Mr. Sestak, being a Navy admiral, would give him insight and lend impetus to alternatives to LWR technology. Common sense can cross party lines - NB: Sen. Alexander.
Charles,
I am almost as big a fan of salt reactors as you are but I see a challenge with using one on a navy vessel.
If a salt reactor is permitted to freeze up, it will take a fair amount of time and external energy supply to reliquify it. This is not a significant problem with a land based reactor but I see it as a big problem on a single reactor submarine.
I believe that many of the operational difficulties that the US navy had with the Seawolf (early sodium cooled nuclear sub-not the current one) and the Soviets had with their liquid metal cooled reactors were with restarts and those reactors had much lower melting point coolants than a salt reactor.
Bill
Docforesight, good point. For decades, the Army Corps of Engineers has operated dozens of hydro power plants at Corps-managed reservoirs to provide grid power. For the Navy to similarly provide grid power from Navy-operated reactors makes entirely too much sense.
The US Government currently provide loan guarantees and umbrella liability coverage for private utilities to build nuclear plants; classic lemon socialism... lemonade goes to investors, lemons go to taxpayers. It would be much more cost-effective for the Navy to finance, construct and operate nuclear plants on existing military bases (and as with the Corps of Engineers, Navy officers could supervise a mostly civilian workforce).

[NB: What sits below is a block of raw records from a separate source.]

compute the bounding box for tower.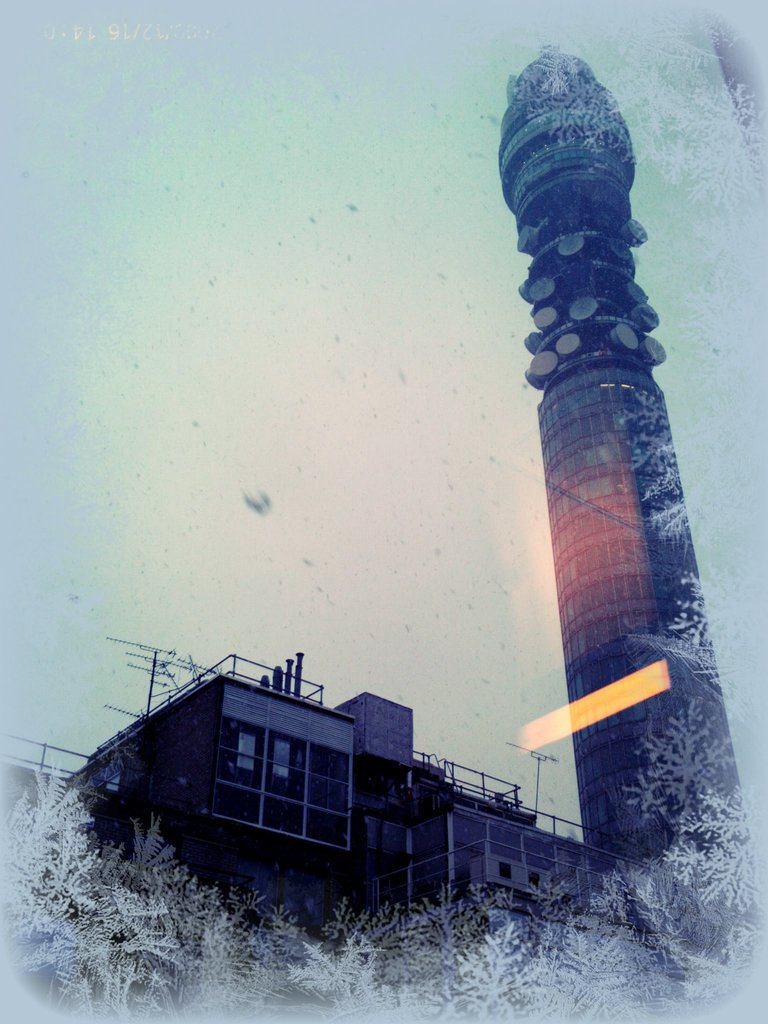
l=479, t=95, r=734, b=820.
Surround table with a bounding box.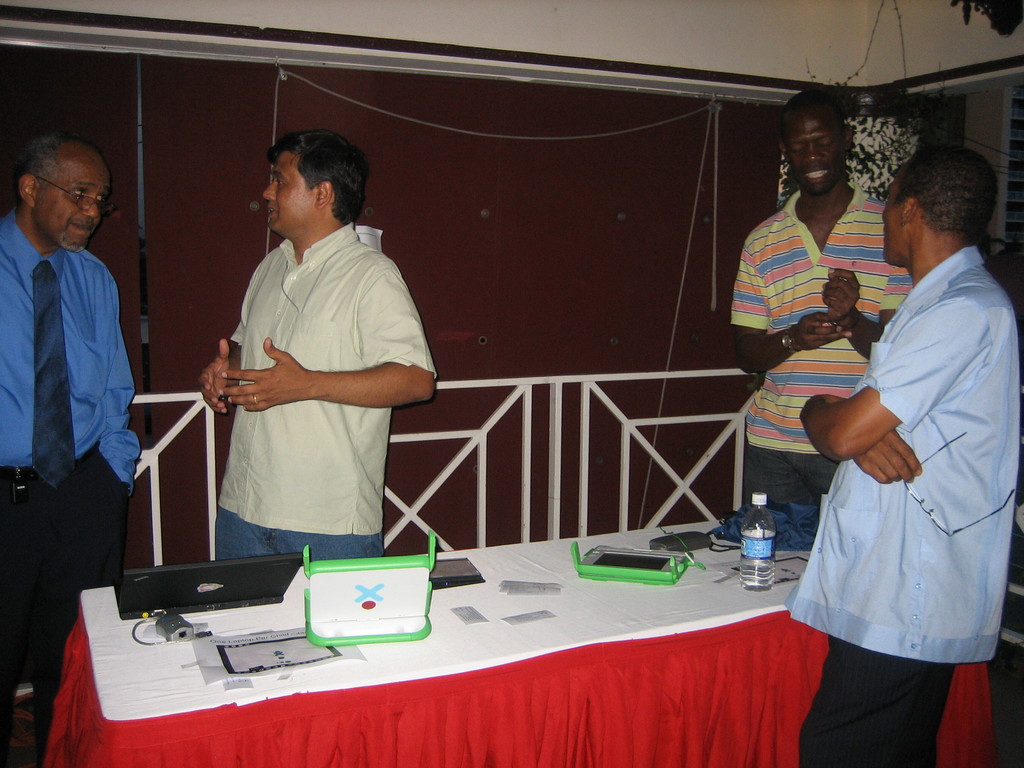
x1=45 y1=521 x2=997 y2=767.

beowulf, There is nothing particularly socialistic about loan guarantees, which actually makes money for the government, Nor can Price-Anderson be classified as socialistic. It is simply an insurance pool, involving reactor owners. The principle beneficiaries of this arrangement, are rape payers, who are protected from huge electrical rate increases, forced by debt tied to nuclear accidents, and the government which would be forced to chip in on reactor accident recovery costs if the reactor owner went bankrupt paying off damage claims.
These government excursions into insurance are necessitated by market limitations, and they are not the only government intervention into the insurance market. I have yet to hear anyone make an issue of The National Flood Insurance Program, a program that is far more socialistic than the government insurance programs for the nuclear industry.